His lips turned up. ‘Not that I know of.’
She smiled as she shook her head and looked up into his dark eyes, wondering if it would be some kind of sin if she wanted to enjoy this other Zoltan just a little while longer. ‘I’m not entirely convinced.’ She allowed her smile to widen. ‘Because this twin I wouldn’t mind getting to know a little better. If I thought he was going to stick around a while, that is.’
He dragged in a breath, his dark eyes looking perplexed, even a little tortured. ‘I’m not sure that’s possible,’ he said, his gaze fixed on her mouth. ‘Because right now I want to kiss you. And I’m not sure I should. I’m not sure which twin you might end up with.’
‘Maybe,’ she said a little breathlessly, watching his mouth draw nearer, ‘there’s only one way to find out. Maybe we just have to risk it.’
Something flared and caught fire in his eyes. ‘I think you might be right.’
He dipped his head, curled one hand around her neck and drew her slowly closer, pausing mere millimetres away, forcing their breath to curl and mingle between them, a prelude to the dance to come.
Then even that scant separation was gone as he pressed his lips to hers.
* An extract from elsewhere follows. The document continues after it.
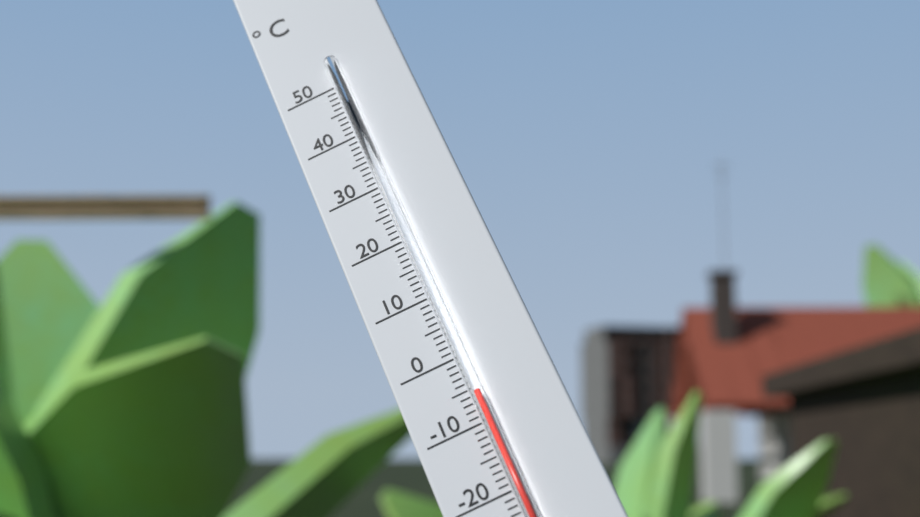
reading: -6 °C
One touch of her lips and he remembered—sweet and spice; honey, cinnamon and chili; sweet and spice with heat. But there was so much more besides.
For this night she tasted of moonlight and promises, of soft desert nights and whispered secrets. She tasted of woman.
All woman.
He groaned against her mouth, let his arms surround her, drawing her into his embrace. She came willingly, accepting his invitati
on, until her breasts were hard up against his chest, her slim body curving into his, supple and lithe, while he supped of her lush mouth. And when he felt her hands on his back, felt her nails raking his skin through his shirt, he wanted to lift his head and roar with victory, for the goddess would be his tonight.
Except there was no way he was leaving this kiss.
She was drowning. One touch of his lips and the air had evaporated in her lungs and it was sensation that now swamped her, sensation that rolled over her, wave after delicious wave. His lips on hers, his taste in her mouth, his arms around her and her body knowing just one thing.
Need.
It bloomed under the surprisingly gentle caress of his lips. It took root and spread a tangle of branches to every other place he touched. It built on itself, growing, becoming more powerful and insistent.
He held her face in his hands and kissed her eyes, her nose, her chin before returning to her waiting lips, seducing her with his hot mouth while her hands drank in his tight flesh.
And in the midst of it all she wondered, how could this be the same man who had kissed her in the library? The same man who had so cruelly punished her with his kiss and had demanded her presence in his suite so he could impregnate her with his seed?
Yet it must be the same man, for she recognised him by his taste and his essence and the far-reaching impact he had upon her body.
But in between the layers of passion and the onslaught of sensation, in between the breathless pleasure, a niggling kernel of doubt crept in: how could he be so different now and yet still be the same person?
‘Aisha,’ he said, breathing as heavily as she, resting his forehead on hers, his nose against hers. She almost forgot to care that he seemed different, because he was so warm now, so wonderful, and the way he said her name made her tremble with desire. This man, who was now her husband. That thought made her shudder anew.
‘You are a goddess,’ he said, his big hand scooping over her shoulder and down, inexorably down, to cup one achingly heavy breast. Breath jagged in her throat, her senses momentarily shorting before he brushed the pad of his thumb against her nipple and she gasped as her entire circuitry lit up with exquisite pleasure that made her inner thighs hum.